2 Replies Latest reply on Jul 8, 2009 6:04 PM by chris.simons

    Seam and EJBs in practice; advice needed


      All,


      We've been developing an application in Seam for some time (1-2 years).


      Thus far, we've grouped our business logic, navigation methods, entity queries (collections of objects returned via EJB-QL) into a single, stateful session bean per application module.


      I'm seeing that our session beans are awfully long, mismanaged, and hard to follow.


      I have read in the past that it is best to store entity queries in stateless session beans.  And I've wondered what the pros and cons of doing so are and whether we should take this approach.


      Thus, I'm considering separating the single, stateful session bean into two beans:
      1) a stateful session bean Manager, one that pertains to how the application interacts with the user and view layer; this bean would store conversational objects, perform page submits, and more.


      2) a stateless session bean Helper, which would store commonly accessed entity queries and collections of objects; in this Helper class, entity queries would always expect parameters and not rely on what's available in the conversation (like we have been doing thus far)


      In practice, how do you all separate these concerns and would you recommend the above approach or something better?


      I appreciate your time.  Thanks.

        • 1. Re: Seam and EJBs in practice; advice needed
          asookazian

          Chris Simons wrote on Jul 08, 2009 17:25:



          Thus far, we've grouped our business logic, navigation methods, entity queries (collections of objects returned via EJB-QL) into a single, stateful session bean per application module.



          Typically, you use one SFSB (or conversation-scoped JavaBean) as a backing bean per JSF/facelet.



          I'm seeing that our session beans are awfully long, mismanaged, and hard to follow.


          This is known as the bloated session bean anti-pattern and it happens to the best of us during strict deadlines.  You will need to refactor your component into possibly multiple re-usable components with the methods grouped logically.


          http://books.google.com/books?id=g_F-z16b_o4C&pg=PA575&lpg=PA575&dq=bloated+session+antipattern



          I have read in the past that it is best to store entity queries in stateless session beans.  And I've wondered what the pros and cons of doing so are and whether we should take this approach.


          I am doing this with my StoredProcedureDAO SLSB.  If it's a service object that does not need to maintain state, you don't need to use a SFSB.  If you abstract it out of your SFSB backing bean, it's easier to unit test and more re-usable.



          Thus, I'm considering separating the single, stateful session bean into two beans:
          1) a stateful session bean Manager, one that pertains to how the application interacts with the user and view layer; this bean would store conversational objects, perform page submits, and more.

          2) a stateless session bean Helper, which would store commonly accessed entity queries and collections of objects; in this Helper class, entity queries would always expect parameters and not rely on what's available in the conversation (like we have been doing thus far)


          so basically a backing bean to handle the action methods from JSF pages and conversation modeling, etc. and a service object.


          Rod Johnson (in one of his very popular Wrox books - I believe it's something like J2EE developement without EJB) recommends using a DAO layer if it is required.  If you have a lot of business logic and persistence logic in a SFSB, then it makes sense to abstract out the persistence logic into a DAO.  Otherwise, for a small simple CRUD app, it's not necessary.  I usually follow this advice.



          In practice, how do you all separate these concerns and would you recommend the above approach or something better?


          Everybody has their own different strategy/patterns/design.  And it depends on the project.  Your scenario and question is really a patterns question and is not specific to Seam (i.e. the same question applies for a Struts/EJB2 project as well as Spring/Hibernate).


          HTH.

          • 2. Re: Seam and EJBs in practice; advice needed

            John - Thanks for the very helpful response; you made me realize exactly what we have been doing and based on your recommendations, I do think a separation is needed.


            The reasons for doing so:
            1) the application is very large; any given application module consists of dozens of JSF pages and supporting methods that are, right now, in a single stateful session bean


            2) we have about two dozen of these application modules and more to come


            I might have to check out this pattern/design book; thanks again.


● Exercise description:
Your answer should hold only the lines from the one with "Detect the region containing train." through the end of the records, repeated exactly and minus any pictures.

● Extracted material:
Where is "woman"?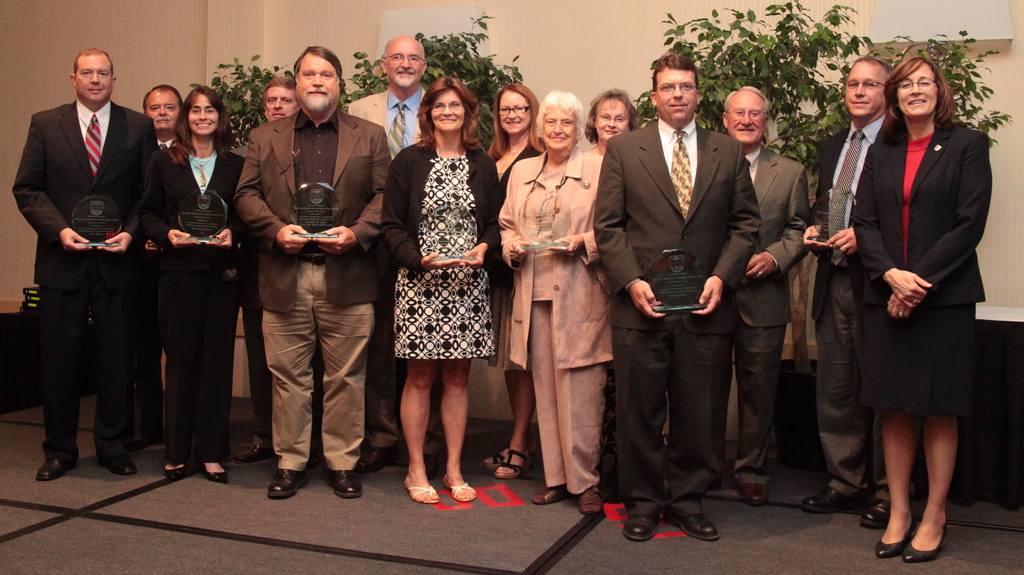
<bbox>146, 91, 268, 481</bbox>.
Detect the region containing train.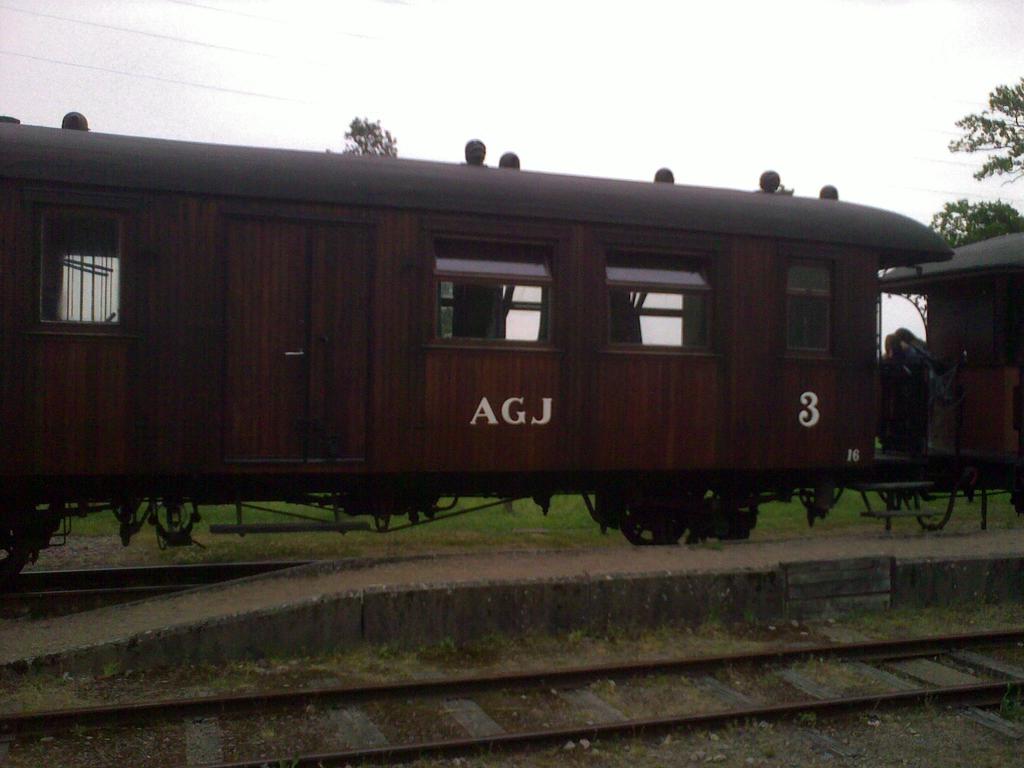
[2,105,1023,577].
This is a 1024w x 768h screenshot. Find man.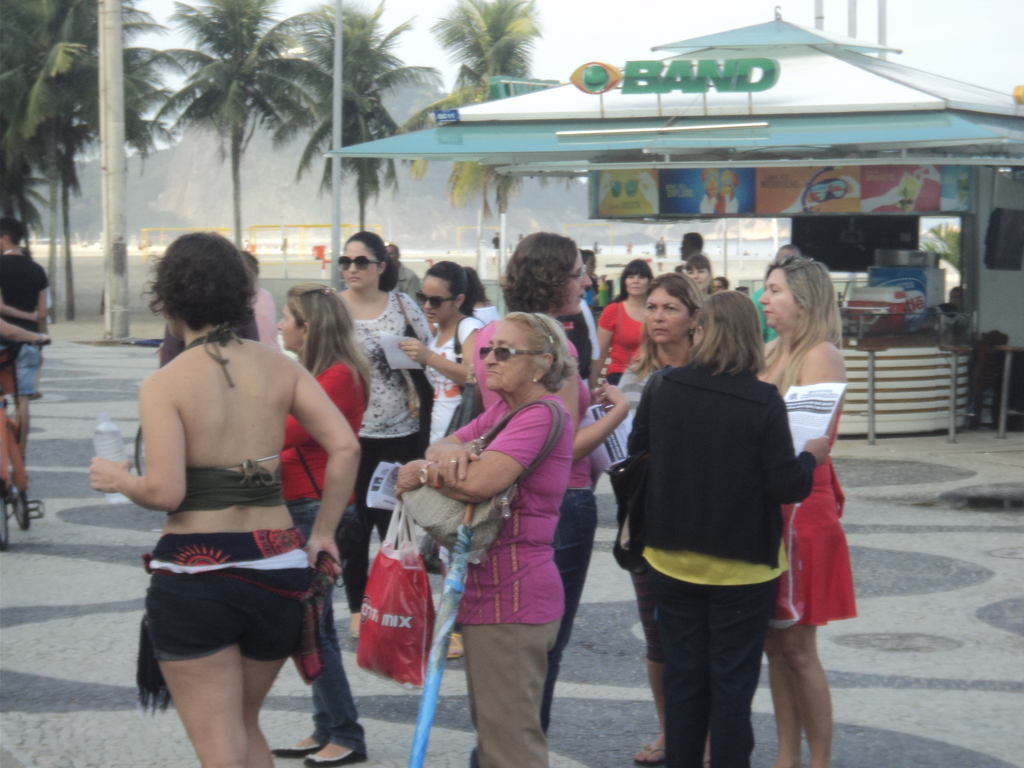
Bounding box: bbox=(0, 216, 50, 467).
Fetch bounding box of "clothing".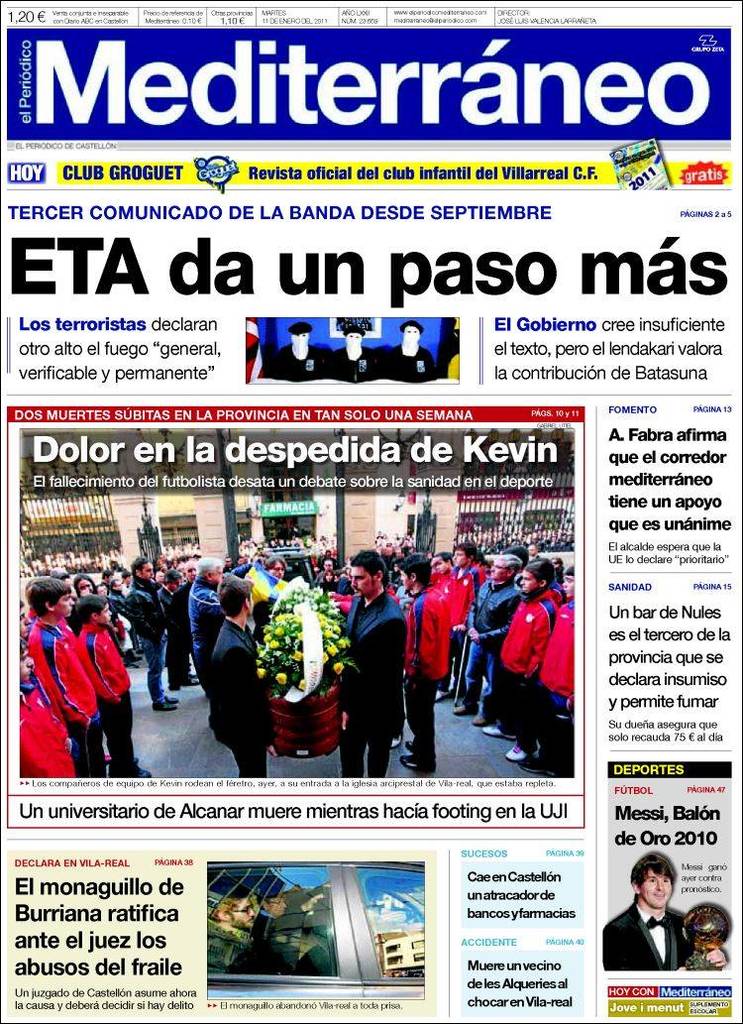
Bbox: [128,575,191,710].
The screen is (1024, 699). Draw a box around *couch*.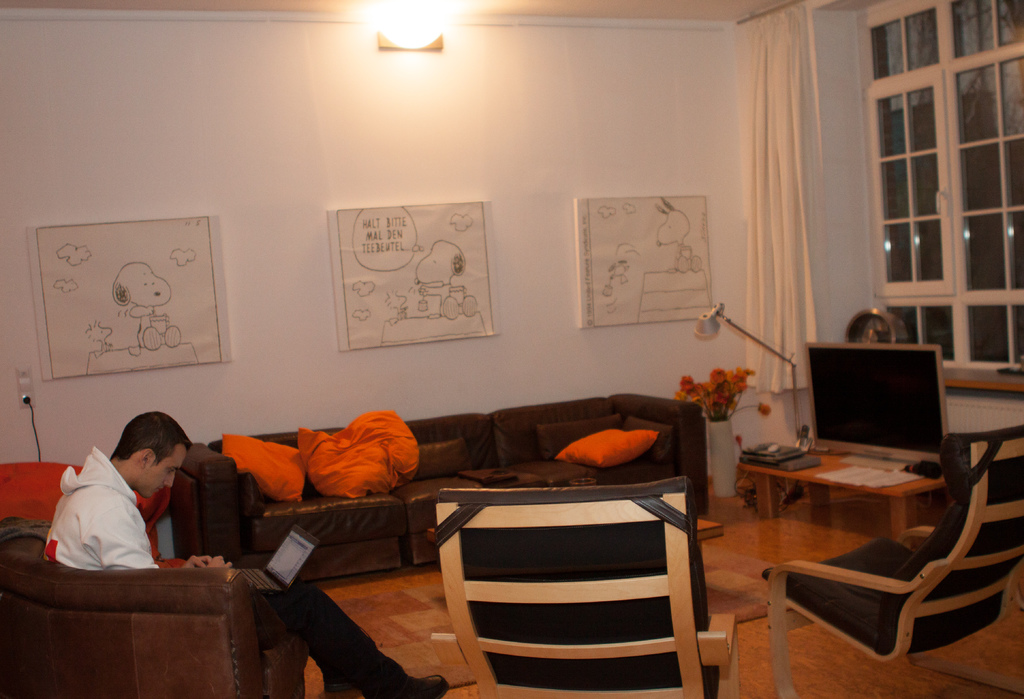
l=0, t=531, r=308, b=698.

● Answer for the task:
Detect the region containing train.
[2,105,1023,577].
This is a 1024w x 768h screenshot. Find man.
Bounding box: bbox=(0, 216, 50, 467).
Fetch bounding box of "clothing".
Bbox: [128,575,191,710].
The screen is (1024, 699). Draw a box around *couch*.
l=0, t=531, r=308, b=698.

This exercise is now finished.